During her time with him, Zack’s grandmother, Naomi, prayed. Her request was straightforward — “just a miracle,” she told Morales. “He was too young for God to take him.”

Some four hours after doctors declared Zack dead, a nurse began to remove tubes from Dunlap. His cousins, Dan and Christy Coffin, both of whom are nurses, were also in the room. Something about Zack’s appearance made them think that he wasn’t as dead as the doctors said. On a hunch, Dan pulled out his bone-handled pocket knife and ran the blade up the sole of one of Zack’s feet.

‘Our son is still alive!’

The foot yanked away, but the other nurse said it was a reflex action. So Dan Coffin then dug a fingernail under one of Zack’s nails.
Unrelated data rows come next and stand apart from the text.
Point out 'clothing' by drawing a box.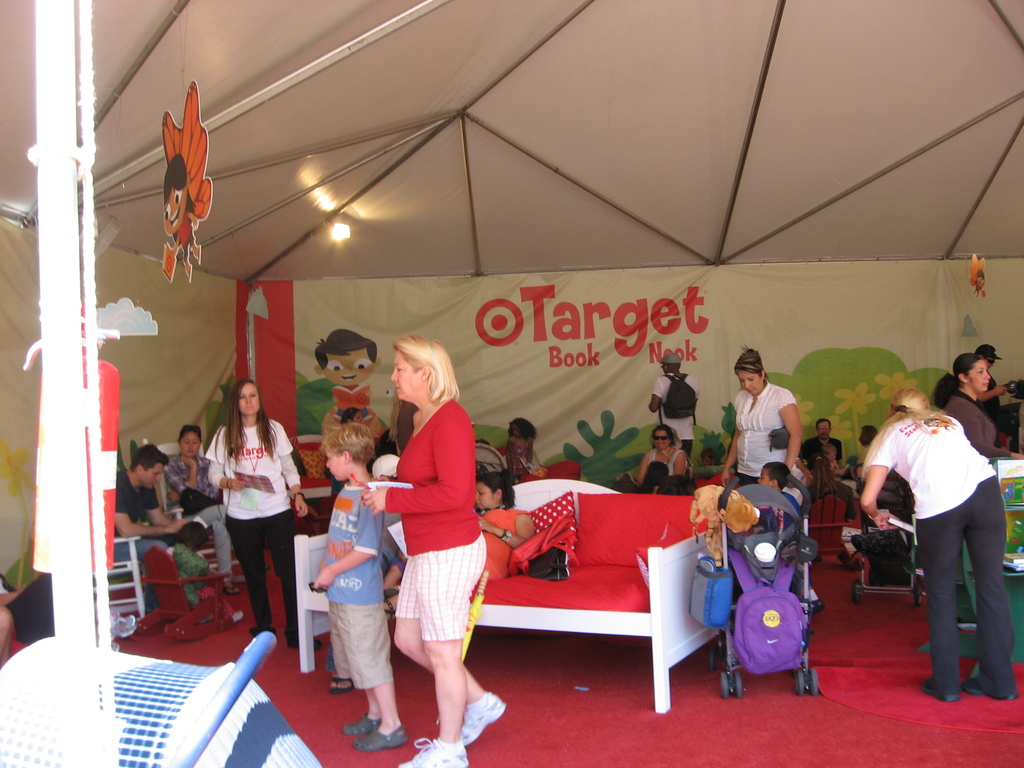
left=320, top=483, right=396, bottom=689.
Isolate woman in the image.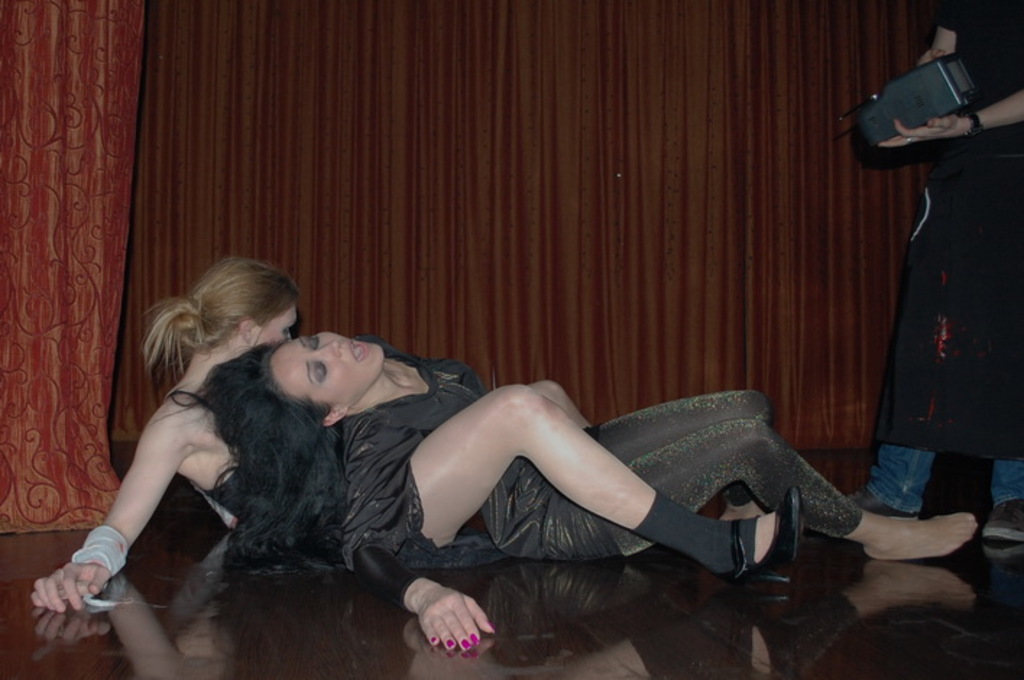
Isolated region: x1=175, y1=328, x2=979, y2=654.
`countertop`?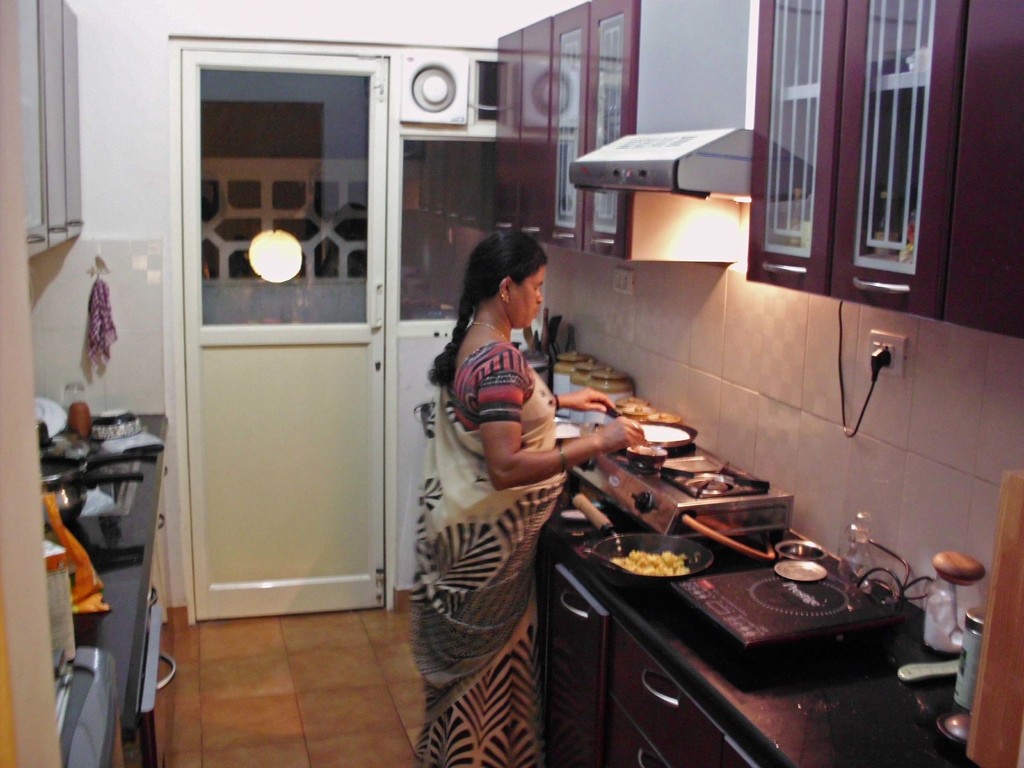
BBox(417, 407, 980, 767)
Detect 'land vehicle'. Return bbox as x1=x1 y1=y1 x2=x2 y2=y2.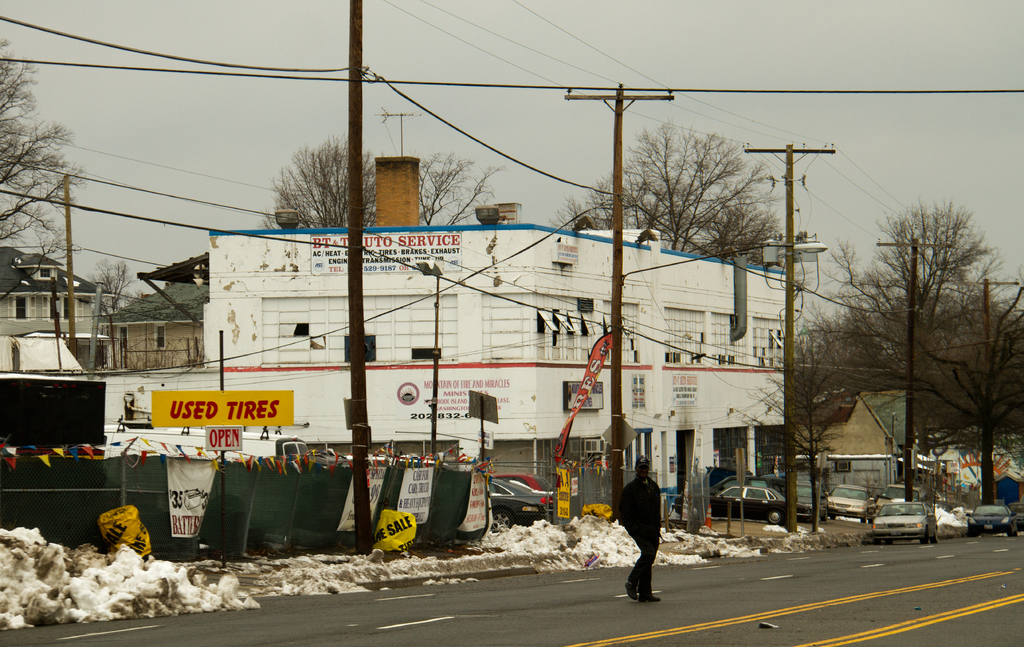
x1=828 y1=484 x2=875 y2=521.
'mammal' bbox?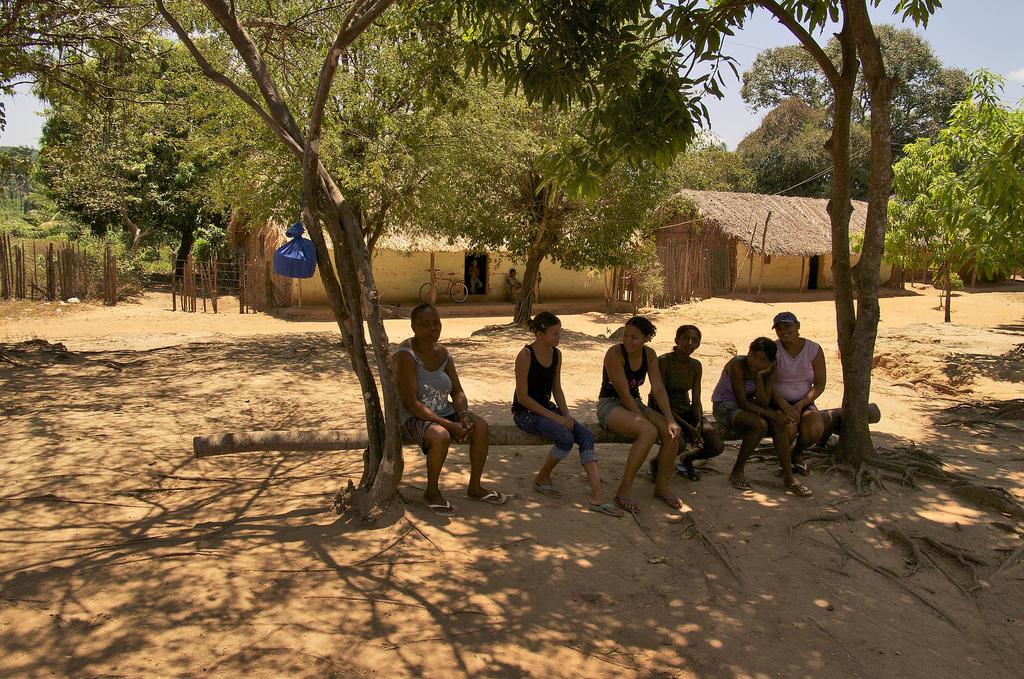
711:332:812:499
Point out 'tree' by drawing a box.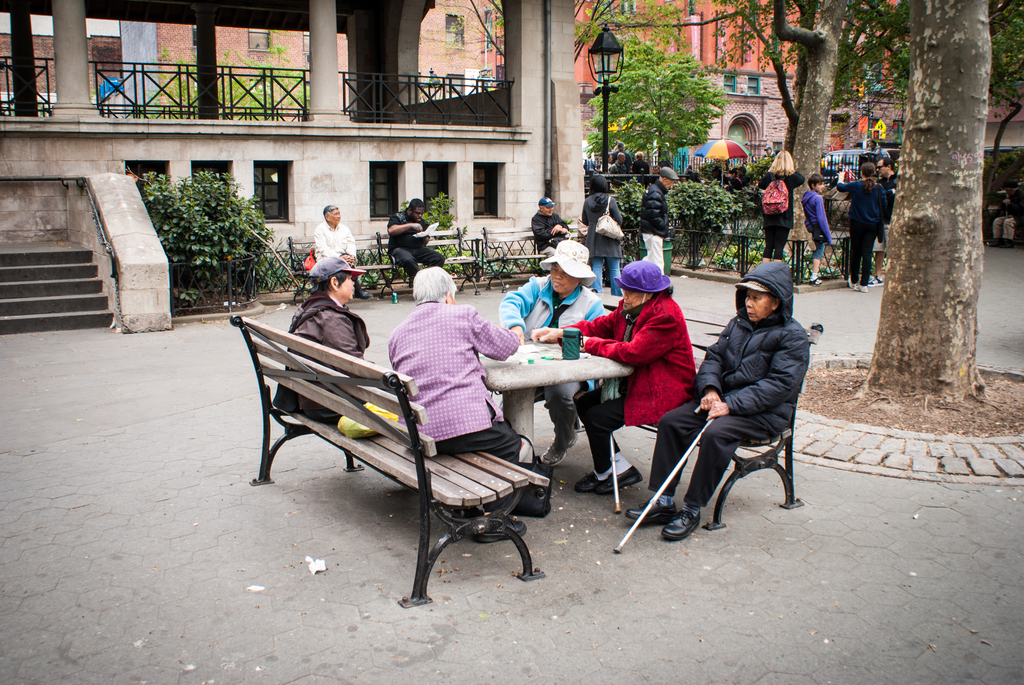
582 28 740 177.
Zack yanked his arm away and across his body, and that, the other nurse agreed, wasn’t a reflex action. It was a sign of life.
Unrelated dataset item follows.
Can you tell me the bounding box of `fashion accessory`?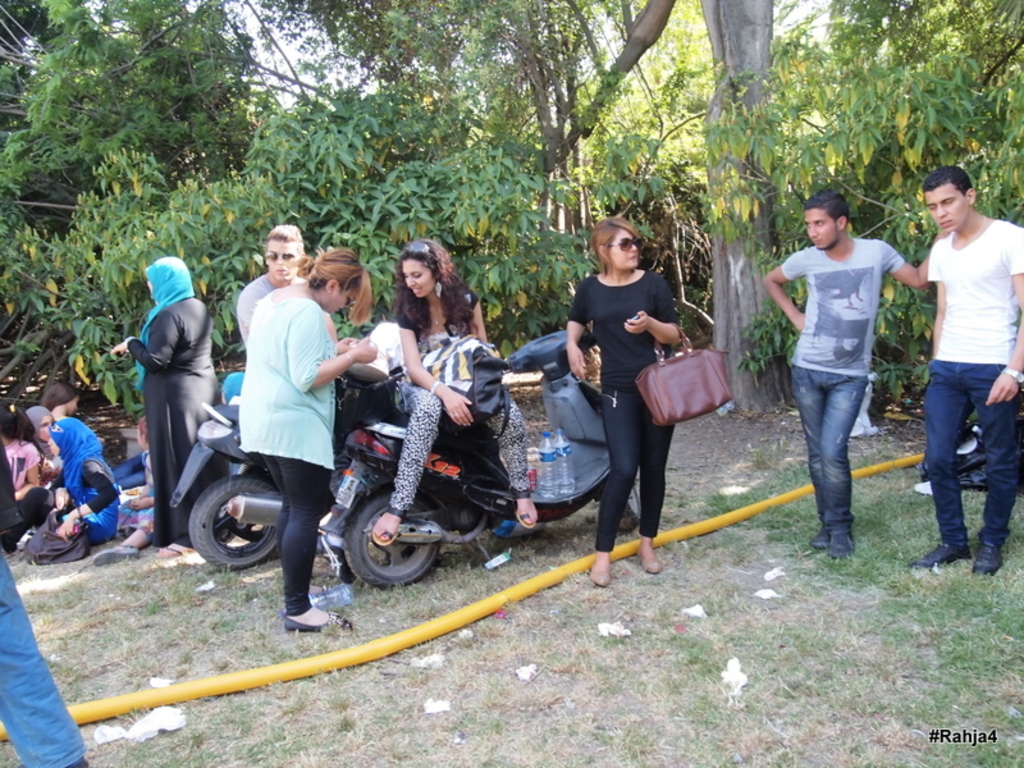
x1=95 y1=541 x2=138 y2=562.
“We went from the lowest possible moment to, ‘Oh, my gosh, our son is still alive!’ ” said his mother. “That was the most miraculous feeling. We had gone from the lowest possible emotion that a parent could feel to the top of the mountains again. We were still very guarded, because we weren’t sure what his prognosis would be, but just to hear the words that he was back with us is something we’ll remember forever.”

Doctors warned the family that Zack could have profound brain damage that would prevent his leading anything resembling an active life. But within five days he opened his eyes, and 48 days after the accident, he walked out of a rehab center and returned home, where the entire town gave him a hero’s welcome.

He’s working to regain his memories and to control his emotions, and he’d like to go back to his job as a warehouse worker. He also wants to get his driver’s license back.

“I’ve been wanting to drive [from] about the day I was back from rehab,” he said.

At Morales’ request, Zack reached in the pocket of his jeans and pulled out the pocket knife his cousin had used to prove he was still alive. Dan Coffin had given it to him as a gift and a memento.

“It makes me thankful that they didn’t give up,” Zack said, turning the knife over in his hand. “Don’t let the good die young.”